There’s a phase every engineering team goes through when they start taking AI agents seriously. Someone writes a useful prompt. Someone else copies it into a different repo. A third person writes a slightly better version from scratch because they didn’t know the first one existed. Before long you have a dozen variations of the same thing scattered across wikis, markdown files, and Slack DMs.

That’s agent setup sprawl. The fix is the same one we’ve applied to lint configs, scaffolding tools, and golden paths: packaging, distribution, and lifecycle management.

Organisation wide AI resource tooling

I took the inspiration from skills.sh to build a catalog of shareable skills, agent configurations, and presets that bundle both. It lives in a repository that any engineer in the org can contribute to, and it’s installable via a CLI. Let’s take a look.

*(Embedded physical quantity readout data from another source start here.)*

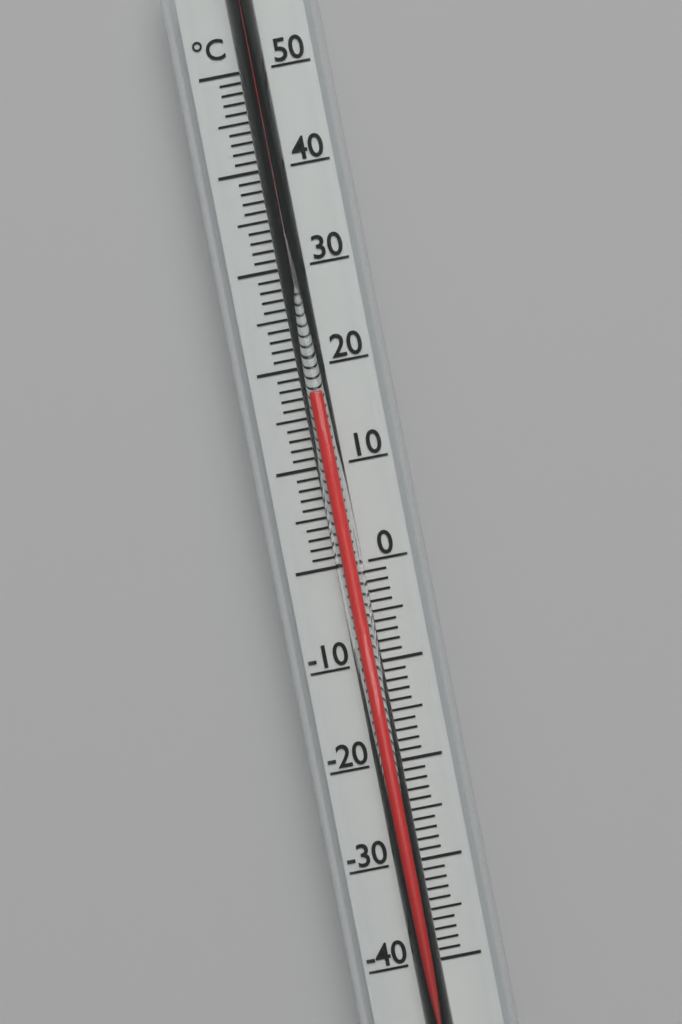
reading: 17 °C
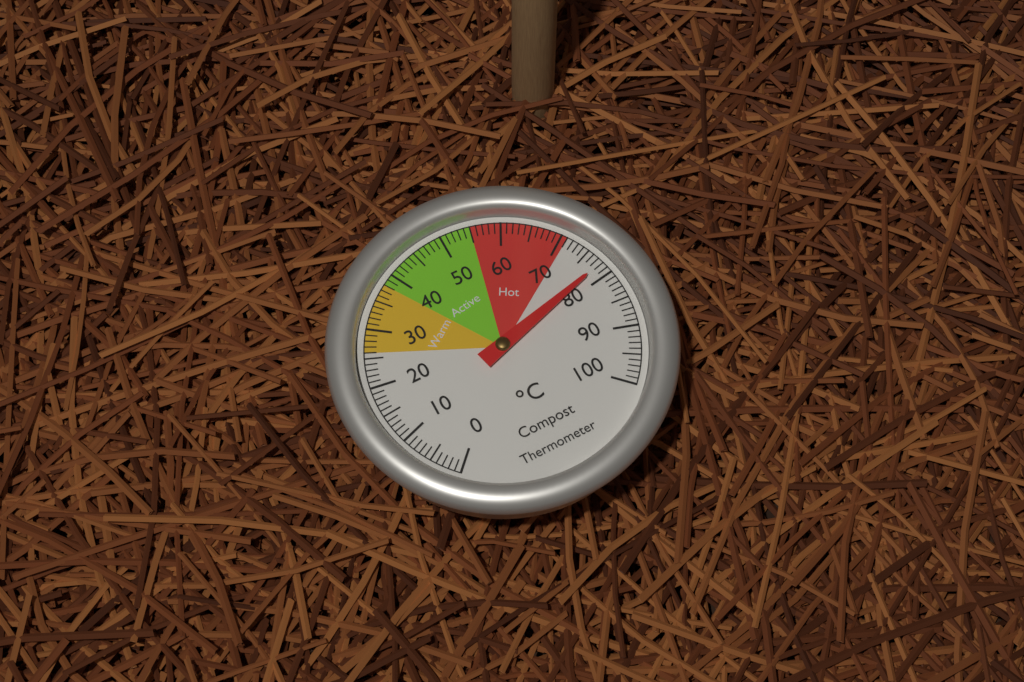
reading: 78 °C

npx @org/ai-resources list
npx @org/ai-resources add --preset devops --scope project --copy --yes

What’s in the catalog

The catalog/ directory has four resource types:

catalog/
├── agents/
│   └── code-reviewer.md
├── instructions/
│   └── organization/
│       └── organization.instructions.md
├── presets/
│   └── devops.json
├── schemas/
│   └── preset.schema.json
└── skills/
    ├── pnpm-migration/
    │   └── SKILL.md
    └── security-review/
        └── SKILL.md
  • Skills: reusable agent capabilities (SKILL.md files)
  • Instructions: org conventions and context (*.instructions.md files)
  • Agents: agent configuration markdown files
  • Presets: JSON manifests that bundle multiple resources for a domain or team

Each type is validated against JSON schemas, so nothing is free-form.

Why presets matter

Individual skills are useful. Presets are where it gets interesting.

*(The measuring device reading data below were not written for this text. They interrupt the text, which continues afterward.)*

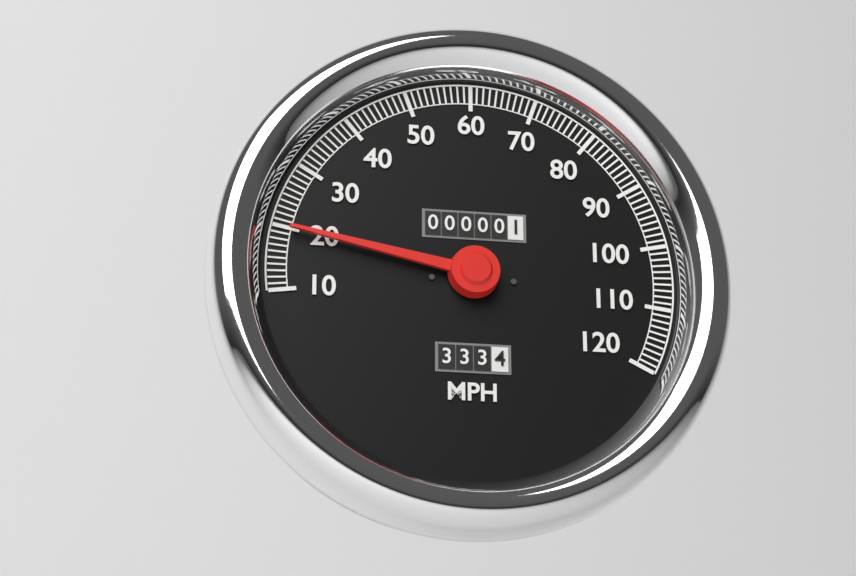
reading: 20 MPH
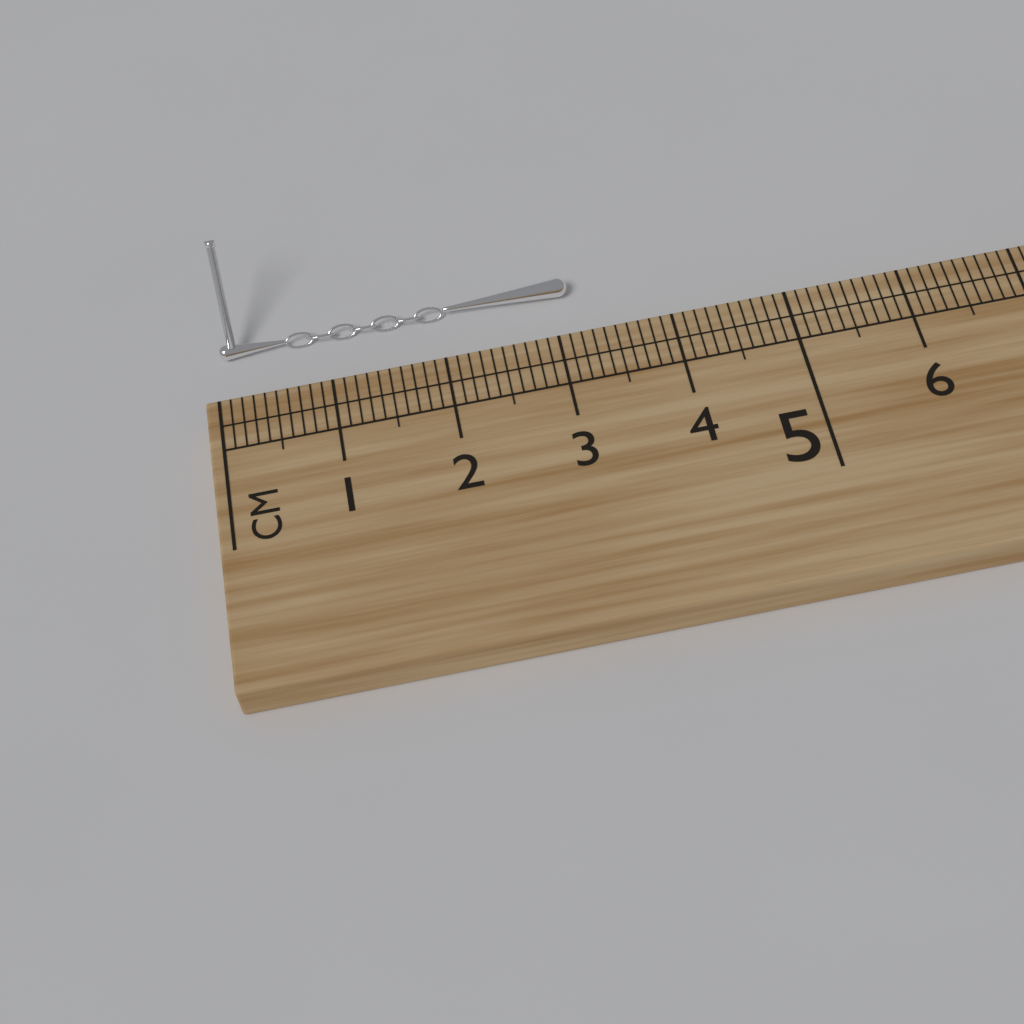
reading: 3.2 cm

Instead of an engineer manually assembling the right resources for a devops context, they install one preset and get a curated bundle that represents how the org does that kind of work with agents. Here’s what a preset looks like:

{
  "name": "devops",
  "description": "Resources for DevOps workflows: infrastructure, CI/CD, and deployment practices",
  "resources": [
    { "type": "skill", "name": "security-review" },
    { "type": "skill", "name": "pnpm-migration" },
    { "type": "instruction", "name": "organization" },
    { "type": "agent", "name": "code-reviewer" }
  ]
}

One install, four resources, all curated for the context. Update the preset in one place and the change distributes through normal publishing workflows. No manual syncing across repos.

This is platform work, not prompt wrangling

The implementation is TypeScript, published through GitHub Packages, with CI running type checks, linting, tests, and a build on every PR. Releases are managed through Changesets.

That level of rigour matters because it signals intent. It’s not a folder someone threw prompts into. It’s internal infrastructure with a version history and quality gates, which is what makes shared tooling actually get adopted.

The payoff

The real win isn’t convenience. It’s that good agent behaviour becomes portable. The team that figured out the right context for code review doesn’t keep that knowledge to themselves. It becomes a named resource any team can install, versioned and updated centrally.

Standardisation is slow to set up and fast to pay back. This is just that, applied to AI context.